Ahmed Rabbani was a taxi driver in Pakistan who intelligence services mistook for a known extremist. He endured 545 days of torture in CIA custody before then being rendered to Guantánamo.
Ahmed has been held there since 2004. He has never been charged with a crime, and never had a trial. Since 2013, he has undertaken a series of hunger strikes in a peaceful protest at his indefinite detention. He is still on hunger strike today.
I’m stuck in Guantánamo and the world has forgotten about me.
Ahmed Rabbani
Ahmed is a Pakistani national of Rohingya Burmese ethnic background. His family migrated to Saudi Arabia, where he was born and raised. In September 2002, when he was 32 years old, Ahmed was living in Karachi.
He was married and his wife had recently given birth to their son. He was working as a taxi driver when the Pakistani intelligence service came to his house and arrested him. But they had got the wrong man. It was later revealed in the Senate Torture Report that the intelligence services thought Ahmed was a well-known extremist named Hassan Ghul.
Ahmed was soon sold for a bounty of $5,000 to the U.S. authorities, where his torture continued.

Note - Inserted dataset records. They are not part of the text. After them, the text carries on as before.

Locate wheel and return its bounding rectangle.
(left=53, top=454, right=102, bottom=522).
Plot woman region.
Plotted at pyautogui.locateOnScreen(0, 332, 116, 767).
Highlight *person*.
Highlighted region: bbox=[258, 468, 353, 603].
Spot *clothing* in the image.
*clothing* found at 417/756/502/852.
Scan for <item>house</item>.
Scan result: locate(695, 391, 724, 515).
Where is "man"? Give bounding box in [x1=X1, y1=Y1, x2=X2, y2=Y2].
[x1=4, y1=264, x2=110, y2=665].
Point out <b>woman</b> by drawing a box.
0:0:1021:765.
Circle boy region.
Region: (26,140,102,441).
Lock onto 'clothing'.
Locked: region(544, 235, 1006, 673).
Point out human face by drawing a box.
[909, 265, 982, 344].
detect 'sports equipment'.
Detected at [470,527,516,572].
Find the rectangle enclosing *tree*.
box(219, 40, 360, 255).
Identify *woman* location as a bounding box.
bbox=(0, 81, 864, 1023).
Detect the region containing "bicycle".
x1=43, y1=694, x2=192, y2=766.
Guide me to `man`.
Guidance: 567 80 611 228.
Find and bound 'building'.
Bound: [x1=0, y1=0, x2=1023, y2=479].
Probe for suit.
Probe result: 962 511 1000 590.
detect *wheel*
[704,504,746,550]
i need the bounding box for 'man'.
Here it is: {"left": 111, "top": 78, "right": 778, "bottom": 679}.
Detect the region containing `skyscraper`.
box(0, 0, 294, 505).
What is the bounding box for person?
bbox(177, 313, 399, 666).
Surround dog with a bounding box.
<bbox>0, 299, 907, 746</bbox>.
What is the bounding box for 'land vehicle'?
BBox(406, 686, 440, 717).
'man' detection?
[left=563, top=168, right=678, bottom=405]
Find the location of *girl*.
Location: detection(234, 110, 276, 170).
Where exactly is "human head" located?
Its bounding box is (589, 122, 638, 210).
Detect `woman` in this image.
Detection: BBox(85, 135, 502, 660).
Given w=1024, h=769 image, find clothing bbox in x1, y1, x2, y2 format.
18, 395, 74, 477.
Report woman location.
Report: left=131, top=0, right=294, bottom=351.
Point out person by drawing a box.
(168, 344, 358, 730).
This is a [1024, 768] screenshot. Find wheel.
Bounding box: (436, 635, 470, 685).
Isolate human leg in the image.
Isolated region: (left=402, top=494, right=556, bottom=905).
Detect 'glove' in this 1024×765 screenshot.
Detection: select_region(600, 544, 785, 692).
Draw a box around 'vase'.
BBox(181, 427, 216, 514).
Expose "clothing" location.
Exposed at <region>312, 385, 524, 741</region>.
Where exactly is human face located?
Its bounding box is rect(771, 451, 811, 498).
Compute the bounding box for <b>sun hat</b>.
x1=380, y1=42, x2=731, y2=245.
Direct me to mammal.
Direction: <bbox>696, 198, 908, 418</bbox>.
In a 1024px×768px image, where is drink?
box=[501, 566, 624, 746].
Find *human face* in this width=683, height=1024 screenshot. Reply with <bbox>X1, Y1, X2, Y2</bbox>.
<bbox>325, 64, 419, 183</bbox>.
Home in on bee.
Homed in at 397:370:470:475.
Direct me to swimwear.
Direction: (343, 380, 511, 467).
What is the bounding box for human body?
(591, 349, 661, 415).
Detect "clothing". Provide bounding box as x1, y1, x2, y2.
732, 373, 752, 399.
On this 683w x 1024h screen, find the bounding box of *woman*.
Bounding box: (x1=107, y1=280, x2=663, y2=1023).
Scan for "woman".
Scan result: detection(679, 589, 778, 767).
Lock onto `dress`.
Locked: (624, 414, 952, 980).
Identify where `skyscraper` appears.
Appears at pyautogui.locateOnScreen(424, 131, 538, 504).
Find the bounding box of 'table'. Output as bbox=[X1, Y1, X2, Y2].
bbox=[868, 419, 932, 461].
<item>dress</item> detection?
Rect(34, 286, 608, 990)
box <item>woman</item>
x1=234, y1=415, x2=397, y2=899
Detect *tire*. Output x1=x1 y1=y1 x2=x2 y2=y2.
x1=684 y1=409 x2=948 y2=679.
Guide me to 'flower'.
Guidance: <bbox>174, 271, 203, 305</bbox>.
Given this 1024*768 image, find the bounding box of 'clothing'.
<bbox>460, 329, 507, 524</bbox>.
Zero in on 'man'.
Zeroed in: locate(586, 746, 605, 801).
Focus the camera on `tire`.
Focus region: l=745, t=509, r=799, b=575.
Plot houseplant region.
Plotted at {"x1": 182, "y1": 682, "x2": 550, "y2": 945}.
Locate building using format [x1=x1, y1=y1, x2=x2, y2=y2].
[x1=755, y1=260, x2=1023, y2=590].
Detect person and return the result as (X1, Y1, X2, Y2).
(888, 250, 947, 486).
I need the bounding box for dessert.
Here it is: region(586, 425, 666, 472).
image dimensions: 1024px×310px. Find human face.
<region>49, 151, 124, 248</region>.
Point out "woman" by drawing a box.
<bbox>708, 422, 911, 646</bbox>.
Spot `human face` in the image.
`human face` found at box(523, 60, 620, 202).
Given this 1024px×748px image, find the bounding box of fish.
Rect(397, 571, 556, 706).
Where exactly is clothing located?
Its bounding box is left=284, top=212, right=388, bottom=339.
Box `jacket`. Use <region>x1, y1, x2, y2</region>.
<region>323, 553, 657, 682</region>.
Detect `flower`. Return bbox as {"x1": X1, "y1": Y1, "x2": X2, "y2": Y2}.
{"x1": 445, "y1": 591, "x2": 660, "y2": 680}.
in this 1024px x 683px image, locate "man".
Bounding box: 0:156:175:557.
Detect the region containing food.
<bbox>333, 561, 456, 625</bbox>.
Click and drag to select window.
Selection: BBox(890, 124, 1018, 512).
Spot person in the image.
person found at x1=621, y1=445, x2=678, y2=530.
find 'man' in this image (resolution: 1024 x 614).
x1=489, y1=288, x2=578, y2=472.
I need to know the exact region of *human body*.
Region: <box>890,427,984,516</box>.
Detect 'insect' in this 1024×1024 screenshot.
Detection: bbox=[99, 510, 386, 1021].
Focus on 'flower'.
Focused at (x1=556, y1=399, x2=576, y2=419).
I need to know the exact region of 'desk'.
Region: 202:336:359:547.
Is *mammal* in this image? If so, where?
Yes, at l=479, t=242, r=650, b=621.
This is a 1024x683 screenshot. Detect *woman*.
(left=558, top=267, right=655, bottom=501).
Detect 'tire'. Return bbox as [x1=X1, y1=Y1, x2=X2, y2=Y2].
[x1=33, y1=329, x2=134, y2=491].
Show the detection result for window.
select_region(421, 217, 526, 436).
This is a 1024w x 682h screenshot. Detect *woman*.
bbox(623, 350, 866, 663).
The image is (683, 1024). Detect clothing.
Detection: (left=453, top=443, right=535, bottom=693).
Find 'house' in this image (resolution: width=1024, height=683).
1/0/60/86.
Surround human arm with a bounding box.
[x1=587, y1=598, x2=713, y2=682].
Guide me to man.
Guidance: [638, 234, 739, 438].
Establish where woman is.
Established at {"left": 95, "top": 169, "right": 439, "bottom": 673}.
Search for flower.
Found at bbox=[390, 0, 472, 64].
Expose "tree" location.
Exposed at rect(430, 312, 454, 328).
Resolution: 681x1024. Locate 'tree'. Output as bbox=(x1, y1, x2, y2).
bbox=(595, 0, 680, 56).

Ahmed was subjected to ‘enhanced interrogation techniques.’ He has described being tortured constantly during his 545 days in CIA secret prisons, including the ‘Dark Prison’, a site that takes its name from the complete blackness in which the prisoners were held. The techniques used on Ahmed included strappado, which is designed gradually and painfully to dislocate the shoulders.
In September 2004, Ahmed arrived at Guantánamo.
His wife was pregnant at the time and just five months later she gave birth to their son, Jawad Rabbani. Jawad has never met his father. He is now 17 and studying in Karachi, only ever able to speak to his dad on the phone sometimes.
Ahmed often feels like the world has forgotten about him. We are fighting to show Ahmed that that isn’t true. And to get the justice he deserves.